![](/static/253f0d9b/assets/icons/icon-96x96.png)
![](https://lemmy.world/pictrs/image/a8207a32-daa2-4b31-aab4-2d684fc94d18.png)
I forgot my peaches
Exactly, the same mindset that takes you to “The entire geophysical establishment is wrong/lying about the shape of the Earth, so I’ll listen to this Youtube crank who says it’s a disc instead” will also lead you to things like “The entire medical establishment is wrong/lying about the effectiveness of masks & vaccines, so I’ll listen to this podcast crank hawking horse dewormer instead.”
Her motivations aren’t even as noble as that. The article goes on to describe how she’s actually just trying to undercut a proposed constitutional amendment:
But Ms. Bolick also railed against Planned Parenthood and Democratic support for abortion rights.
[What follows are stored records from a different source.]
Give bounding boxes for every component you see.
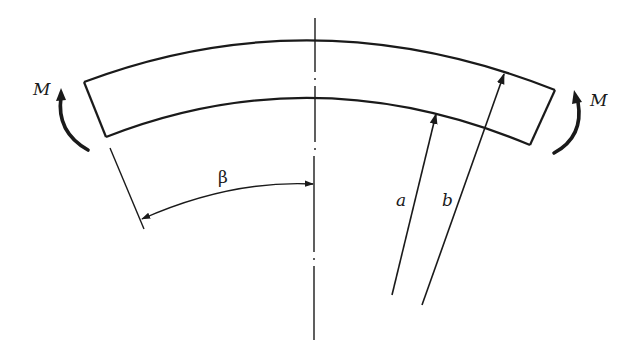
radius-b-label: b xyxy=(442,190,453,210)
moment-right-arrow-icon xyxy=(554,102,579,153)
radial-extension-line xyxy=(110,148,144,229)
centerline xyxy=(314,18,315,340)
moment-right: M xyxy=(554,90,608,153)
curved-beam-diagram: β a b M M xyxy=(0,0,635,354)
beam-left-end xyxy=(84,82,106,137)
beam-inner-edge xyxy=(106,98,530,145)
moment-right-label: M xyxy=(589,90,608,110)
radius-a-label: a xyxy=(396,190,406,210)
beam-right-end xyxy=(530,90,555,145)
moment-left-label: M xyxy=(32,79,51,99)
angle-beta-arc xyxy=(142,184,313,219)
moment-left: M xyxy=(32,79,88,150)
moment-left-arrow-icon xyxy=(60,97,88,150)
angle-beta-label: β xyxy=(218,167,228,187)
beam-outer-edge xyxy=(84,40,555,90)
radius-b-arrow xyxy=(422,74,504,305)
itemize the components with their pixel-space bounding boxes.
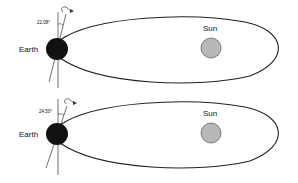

She argued that her vote to repeal the 1864 ban could be Arizona’s best shot at curbing the momentum behind a proposed ballot measure to enshrine abortion protections in the state constitution.
House of Leaves by Mark Z. Danielewski.
Insulting someone via stereotype doesn’t show that they’re wrong. You’ve added less to the discussion than the person you’re attempting to mock.
Christians changed the calendar because that’s what religious people do
That’s a reductionist take. They wanted to inject their religion into culture and constantly remind everyone about it. It certainly does not define what is or is not a religion.
So atheists want to change the Calendar because… ?
Because we don’t share the Christian assumption that their religion deserves to be named in our timekeeping system. It never should have been put there in the first place, and we’re undoing the mistake.
Yeah atheism is a religion. Y’all are just in denial about it.
Not wanting to reference someone else’s religion every time you refer to a date does not make someone religious. This is a silly take, and I think you know it.
No, a conspiracy is when people get together and conspire, i.e. they develop a secret plan of action for nefarious purposes. In the strictest sense, the term “conspiracy theory” just means that you’re theorizing that some people have secretly planned to do something. If you theorize that some wrongdoers have developed or enacted a secret plan, and it later turns out your suspicion was correct, then by definition you had a true conspiracy theory.
The ones who think either fossils are a test of your faith by god or dinos roamed the earth with humans.
FWIW, the vast majority of YECs fall into the latter category because, while the timeline of dinosaurs is explicitly contradicted by their interpretation of the Bible, the existence of dinosaurs isn’t. Remember the guy who had that famous debate with Bill Nye? The venue for that debate was a “Creation Museum” featuring life-size animatronic dinosaurs living with Adam and Eve in the garden of Eden. It’s the same organization that spent ~$100 million to build a 500-foot-long replica of Noah’s Ark in Kentucky, featuring dinosaurs in pens aboard the Ark (“Don’t worry guys, Noah probably took baby sauropods so there’s plenty of room for them on board”).
Creationist organizations lean hard into dinosaurs as an outreach tool because everybody agrees they’re awesome. They’d probably wax poetic about how amazing these creatures of God’s creation were, lament that the dinos we’re seeing in AR are a pale imitation of the dinos our Biblical ancestors saw in real life, and then condescendingly rant about how “secular science” is trying to drive a wedge between mankind and Biblical truth with its assumptions about “millions of years.”
No, because absolute size is not what makes a moon a moon. Our Moon is a moon because it directly orbits a planet, not a star. Charon is massive enough relative to Pluto that the former does not directly orbit the latter, but instead they both orbit a common barycenter located between them, making them a binary planetary system.